CF really is a great development language, but over the last few months I’ve seen a lot of debates around CF being dead (or not). The ComputerWorld article mentioned a few reasons why this kind of talk has started, but here are my thoughts on why CF is struggling:
No Good, Cheap Hosting
I work with CF nearly every day at my job and I love it. However, when I go to work on a freelance job I end up using PHP because I can’t find a good cheap host that fully supports CF. GoDaddy supports CF, but they turn off all the object functionality, so I can’t use frameworks. The other hosts I’ve worked with in the past, Dreamhost and 1&1, don’t support CF. I think it’s great that HostMySite has stepped up and partnered with Adobe to provide CF hosting support, but at $20+ per month it’s a little expensive when compared with Dreamhost or GoDaddy.
If I were hosting a large scale app or working on a project for a big client that really needed that extra level of support, then HostMySite would be my first choice. If the app is big enough, I might even consider setting up shop with Media Temple. You get what you pay for. But what about the 5 page brochure sites that just want a basic CMS back-end? I’d love to do those in CF, but I’d rather just do it in PHP then have to justify the extra $15/month.
Not Taught in School
The ComputerWorld article mentioned this, but I’m wondering why CF isn’t being taught in school anymore? Like a lot of Adobe’s products, you can’t really get a feel for just how great CF is until you’ve worked with it for a while. That’s partly why they offer students huge discounts on their software and free 30 day trials. The student who learns Photoshop in school is going to try to find a way to use Photoshop in their professional career. Mix CF into a degree that involved Java or even PHP and watch how people gravitate to the simplicity of CF.
Limited Exposure of Advanced CF Topics
I recently read a blog post written by a developer who had evaluated whether or not CF was a viable language. One of his criteria had to do with the level of community support around different frameworks and made mention of FuseBox and Mach II. He found that none of the frameworks he evaluated had any substantial community involvement and on the surface appeared to be legacy frameworks that were not being actively developed.
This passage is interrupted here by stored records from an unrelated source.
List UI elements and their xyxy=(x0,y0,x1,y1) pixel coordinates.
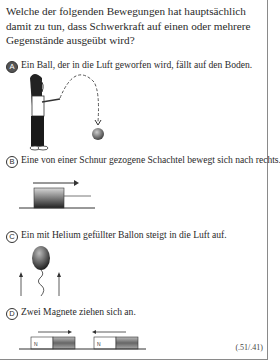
girl-throwing-ball-figure xyxy=(20,72,130,152)
question-text: Welche der folgenden Bewegungen hat haup… xyxy=(6,4,261,48)
magnets-attracting-figure: N N xyxy=(16,325,151,355)
option-c[interactable]: CEin mit Helium gefüllter Ballon steigt … xyxy=(6,229,227,243)
option-b[interactable]: BEine von einer Schnur gezogene Schachte… xyxy=(6,154,280,168)
balloon-rising-figure xyxy=(14,244,74,300)
option-d-text: Zwei Magnete ziehen sich an. xyxy=(21,306,136,317)
option-a-text: Ein Ball, der in die Luft geworfen wird,… xyxy=(21,59,252,70)
option-d[interactable]: DZwei Magnete ziehen sich an. xyxy=(6,306,136,320)
magnet-n-label-left: N xyxy=(34,341,38,347)
magnet-n-label-right: N xyxy=(97,341,101,347)
option-c-text: Ein mit Helium gefüllter Ballon steigt i… xyxy=(21,229,227,240)
difficulty-code: (.51/.41) xyxy=(235,343,263,352)
option-b-marker[interactable]: B xyxy=(6,156,18,168)
option-c-marker[interactable]: C xyxy=(6,231,18,243)
option-a-marker[interactable]: A xyxy=(6,61,18,73)
option-a[interactable]: AEin Ball, der in die Luft geworfen wird… xyxy=(6,59,252,73)
option-b-text: Eine von einer Schnur gezogene Schachtel… xyxy=(21,154,280,165)
option-d-marker[interactable]: D xyxy=(6,308,18,320)
box-pulled-right-figure xyxy=(15,176,105,221)
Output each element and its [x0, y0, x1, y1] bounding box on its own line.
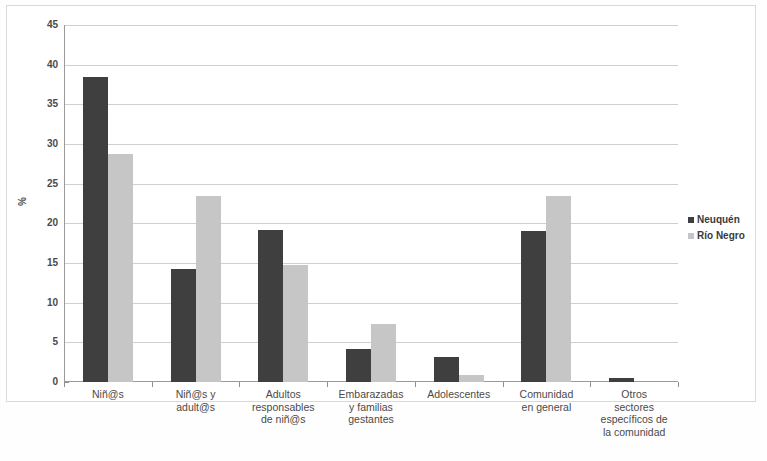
legend-swatch-icon [688, 233, 694, 239]
x-axis-category-label: Adultosresponsablesde niñ@s [233, 388, 333, 426]
bar [171, 269, 196, 382]
bar [108, 154, 133, 382]
y-axis-tick-label: 45 [12, 20, 58, 30]
bar-group [152, 25, 240, 382]
y-axis: 454035302520151050 [8, 25, 58, 382]
y-axis-tick-label: 35 [12, 99, 58, 109]
x-axis-tick-mark [239, 382, 240, 387]
x-axis-category-label: Niñ@s [58, 388, 158, 401]
x-axis-tick-mark [327, 382, 328, 387]
bar [434, 357, 459, 382]
chart-legend: NeuquénRío Negro [688, 214, 764, 246]
x-axis-category-label: Embarazadasy familiasgestantes [321, 388, 421, 426]
bar [346, 349, 371, 382]
x-axis-tick-mark [64, 382, 65, 387]
y-axis-tick-label: 20 [12, 218, 58, 228]
x-axis-tick-mark [590, 382, 591, 387]
legend-label: Neuquén [697, 214, 740, 225]
bar-group [239, 25, 327, 382]
y-axis-title: % [17, 197, 28, 206]
x-axis-category-label: Comunidaden general [497, 388, 597, 413]
bars-layer [64, 25, 678, 382]
bar [83, 77, 108, 382]
bar-group [503, 25, 591, 382]
bar [521, 231, 546, 382]
bar-group [327, 25, 415, 382]
x-axis-labels: Niñ@sNiñ@s yadult@sAdultosresponsablesde… [64, 388, 678, 458]
x-axis-tick-mark [152, 382, 153, 387]
bar [258, 230, 283, 382]
bar [371, 324, 396, 382]
chart-figure: 454035302520151050 % Niñ@sNiñ@s yadult@s… [0, 0, 767, 461]
y-axis-tick-label: 40 [12, 60, 58, 70]
bar [283, 265, 308, 382]
bar-group [590, 25, 678, 382]
bar [546, 196, 571, 382]
x-axis-category-label: Niñ@s yadult@s [146, 388, 246, 413]
legend-label: Río Negro [697, 230, 745, 241]
legend-item: Río Negro [688, 230, 764, 241]
bar-group [415, 25, 503, 382]
bar [196, 196, 221, 382]
bar [459, 375, 484, 382]
y-axis-tick-label: 10 [12, 298, 58, 308]
y-axis-tick-label: 0 [12, 377, 58, 387]
bar-group [64, 25, 152, 382]
y-axis-tick-label: 25 [12, 179, 58, 189]
y-axis-tick-label: 30 [12, 139, 58, 149]
x-axis-tick-mark [678, 382, 679, 387]
x-axis-tick-mark [503, 382, 504, 387]
x-axis-tick-mark [415, 382, 416, 387]
x-axis-category-label: Otrossectoresespecíficos dela comunidad [584, 388, 684, 438]
legend-item: Neuquén [688, 214, 764, 225]
y-axis-tick-label: 15 [12, 258, 58, 268]
legend-swatch-icon [688, 217, 694, 223]
y-axis-tick-label: 5 [12, 337, 58, 347]
x-axis-category-label: Adolescentes [409, 388, 509, 401]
Now I know that these frameworks are very actively worked on and over the last two years I’ve seen a lot of activity in this area. The only reason I know this is because I did a lot of searching and a ton of reading to find this stuff. A lot of these projects have active user groups, but they can be hard to find. Documentation is limited and it can be difficult to find use cases. Now I have seen some great improvements being made to the different framework web sites and the community web sites in general, but it we need to pull these resources closer together so that someone taking their first look at CF really has the big picture laid out for them.
CF is/isn’t Java
Sean Corfield talked about this while at MAX and made the point that CF is in fact not Java. Why make that comparison anyways? Why can’t CF stand on it’s own? I think that CF’s strength is in it’s simplicity. I don’t want to program in Java if I can help it and I’m glad that CF offers that layer of abstraction when I don’t really need to be involved in the finer details. We should start talking about how CF can be leveraged to talk to things like Java and .NET without trying to say that they are replacements for them.
Ben Forta repeated a quote from somone saying “ColdFusion is what JSP should have been”, which is exactly right. CF is more of a replacement to JSP than it is to Java. It’s about using the right tool for the job, and CF is the right tool for a majority of the web application development I see going on. Java is an altogether different animal and is better suited for enterprise desktop application development.